Britain is at risk from a “catastrophic” attack on its undersea cables that could trigger a complete civil collapse, a former defence chief has warned.

The scale of the threat facing the UK emerged during an investigation by Parliament’s Joint Committee on National Security.

Committee members were shocked to discover just how vulnerable the cables remain after a nine-month inquiry, according to one former defence chief.

The cables carry 95 per cent of Britain’s global data traffic and form the backbone of the digital economy.

However, MPs and peers were so concerned about alerting Russia to the most sensitive aspects of their findings that they took the highly unusual step of omitting them from their published report — released last month — and instead wrote directly to Sir Keir Starmer.

The disclosure was made by Lord Hutton, a former Labour defence secretary and one of the committee’s senior members.

Hutton said the sharp escalation of Russian aggression against NATO countries meant that “the game has changed and the level of threat has risen quite significantly”.

The Labour peer, who served as defence secretary under Gordon Brown, described the issue as “by far and away the thing that would keep me awake at night if I was still in government”.

“Undersea cables are now the most important part of our national infrastructure. Without them, we’d be propelled back almost into the dark ages,” Hutton said.

“The fundamentals of national life today would be at risk — how our health service operates, how our banking system operates.

“We’ve got to do much more than we’re currently doing, and it needs greater focus from government than it has so far.”

Speaking to The Times, Hutton added: “This is frontline defence territory now. It should be tattooed on the forehead of every civil contingency planner — ‘What about the cables?’”

The government must now assume “a worst-case scenario” in which President Putin could one day attempt a major attack on the cables in the opening phase of a new conflict with NATO, Hutton and the committee warned.

As well as crippling banks and the NHS, sabotaging multiple cables simultaneously could take down the internet and large parts of the retail and travel sectors — all within minutes.

Hutton said: “The biggest concern we had when we looked at our vulnerabilities is the financial services sector. Just imagine a country where you can’t access your bank account.

“You can’t get anything done. That’s a world of utter chaos, where civil order would hang by a thread if we don’t manage that properly.

“If you can’t pay your bills, your mortgage, access cash, buy food or fill your car with petrol — that would cause very significant problems: civil strife, law and order issues — because the entire fabric of our lives would begin to disintegrate, and it could happen literally just like that.”

Confirming the committee’s private letter to Starmer, Lord Hutton said it was intended “to highlight the real concerns that we have”.

He added: “The report is pretty hard-hitting and we’ve outlined the vulnerabilities starkly, but we certainly didn’t want to produce a sort of advertising brochure for our enemies to go hunting for targets.”

For years, government contingency planning focused on accidental cable damage caused by fishing trawlers or ship anchors.

But a series of recent acts of open Russian aggression have raised deep alarm.

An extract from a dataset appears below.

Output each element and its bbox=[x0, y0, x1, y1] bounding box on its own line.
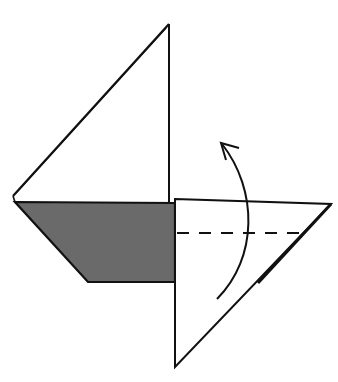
colored-trapezoid-flap bbox=[15, 202, 175, 282]
upper-triangle-flap bbox=[13, 24, 169, 202]
right-triangle-flap bbox=[175, 199, 331, 367]
origami-diagram bbox=[0, 0, 338, 382]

A major power line between Finland and Estonia was severed in December last year by the anchor of a Russia-linked oil tanker, Eagle S, in what was believed to be a deliberate act of sabotage by Moscow.

In January, a Royal Navy vessel was deployed to monitor the Russian spy ship Yantar, which spent several days positioned directly above transatlantic cables off the Cornish coast.

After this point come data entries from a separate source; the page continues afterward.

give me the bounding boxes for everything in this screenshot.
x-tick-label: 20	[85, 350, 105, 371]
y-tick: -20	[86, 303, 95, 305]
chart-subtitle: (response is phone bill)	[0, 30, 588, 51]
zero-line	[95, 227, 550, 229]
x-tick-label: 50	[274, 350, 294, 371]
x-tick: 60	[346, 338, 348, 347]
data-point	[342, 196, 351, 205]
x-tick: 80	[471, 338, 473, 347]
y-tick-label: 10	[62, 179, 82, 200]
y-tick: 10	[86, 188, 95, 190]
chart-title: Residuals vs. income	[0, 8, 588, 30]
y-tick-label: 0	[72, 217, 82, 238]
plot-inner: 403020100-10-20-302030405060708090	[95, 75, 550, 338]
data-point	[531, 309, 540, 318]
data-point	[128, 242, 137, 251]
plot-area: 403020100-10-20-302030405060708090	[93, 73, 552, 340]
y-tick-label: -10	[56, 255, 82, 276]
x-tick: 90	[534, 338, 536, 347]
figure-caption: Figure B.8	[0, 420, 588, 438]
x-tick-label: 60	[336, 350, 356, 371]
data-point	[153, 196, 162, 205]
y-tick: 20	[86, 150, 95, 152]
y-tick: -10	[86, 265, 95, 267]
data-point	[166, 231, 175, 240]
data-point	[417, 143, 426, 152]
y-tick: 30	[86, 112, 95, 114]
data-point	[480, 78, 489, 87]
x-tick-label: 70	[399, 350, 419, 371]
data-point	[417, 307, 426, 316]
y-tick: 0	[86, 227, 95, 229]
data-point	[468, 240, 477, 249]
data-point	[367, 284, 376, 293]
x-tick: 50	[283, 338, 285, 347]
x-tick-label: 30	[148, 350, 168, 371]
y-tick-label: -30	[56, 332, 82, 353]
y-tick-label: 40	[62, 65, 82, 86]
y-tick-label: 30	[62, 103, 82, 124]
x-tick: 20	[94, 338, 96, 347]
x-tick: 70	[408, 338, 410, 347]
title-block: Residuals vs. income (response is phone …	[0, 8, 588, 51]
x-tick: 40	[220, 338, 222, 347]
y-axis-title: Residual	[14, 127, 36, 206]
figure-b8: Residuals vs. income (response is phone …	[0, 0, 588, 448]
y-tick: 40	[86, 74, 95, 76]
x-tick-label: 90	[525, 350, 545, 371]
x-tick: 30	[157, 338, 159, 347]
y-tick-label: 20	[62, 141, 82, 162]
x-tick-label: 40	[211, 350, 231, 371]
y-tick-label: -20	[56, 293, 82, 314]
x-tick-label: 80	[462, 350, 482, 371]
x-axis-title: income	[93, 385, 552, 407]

It was the second time in three months that Yantar, which is equipped with cable-cutting tools and two self-propelled submersibles, had entered British waters.

A total of 64 fibre-optic cables, insulated with steel and rubber, connect the UK to the US, mainland Europe and Africa. They run from four main hubs — Bude in Cornwall, Southwold in Suffolk, Margate in Kent and Southport in Merseyside.

Although repair ships are on standby, all are commercially owned. The committee discovered they could take up to 24 hours to leave port, and as long as 10 days to reach and repair cables in the Channel or Irish Sea — and up to a month in the Atlantic.

“There’s no doubt in our minds that what we have at the moment in terms of repair capacity isn’t good enough,” Hutton said.

He warned that the government has yet to fully grasp the immediacy of the threat. “Time is not on our side. We’ve got to crack on with this. We’ve got the next few years to solve this problem.

“My view is we should throw everything at it — the kitchen sink, the lot — to get it sorted.”

Hutton also called for an urgent injection of funding after the committee published a raft of recommendations to safeguard the cables.

These include the immediate purchase of a UK-owned repair ship, training Royal Navy personnel in cable repair, expanded monitoring and alert systems, stronger security at cable landing hubs, an update to the 140-year-old maritime legal framework, and increased interception of suspect vessels.

“We’re starting from ground zero in building a proper security strategy to protect this vital part of our infrastructure,” Hutton said.

“The government’s got to find the resources to do this properly. We’re not recommending a disproportionate cost — but some additional funding has to be found.”

The Joint Committee on National Security is made up of MPs and peers, including five former cabinet ministers — two of them ex-defence secretaries — as well as Lord Sedwill, the former cabinet secretary and national security adviser.

The committee clashed repeatedly with ministers during its evidence sessions, including one exchange with telecoms minister Chris Bryant, who accused members of being “unhelpfully apocalyptic”.

Hutton said the committee “had a profound disagreement with that comment”, adding: “A fundamental principle of civil contingency and defence planning is that you’ve got to assume the worst.

“It’s not a credible plan if you ignore the worst-case scenario and just deal with something you think you can manage.”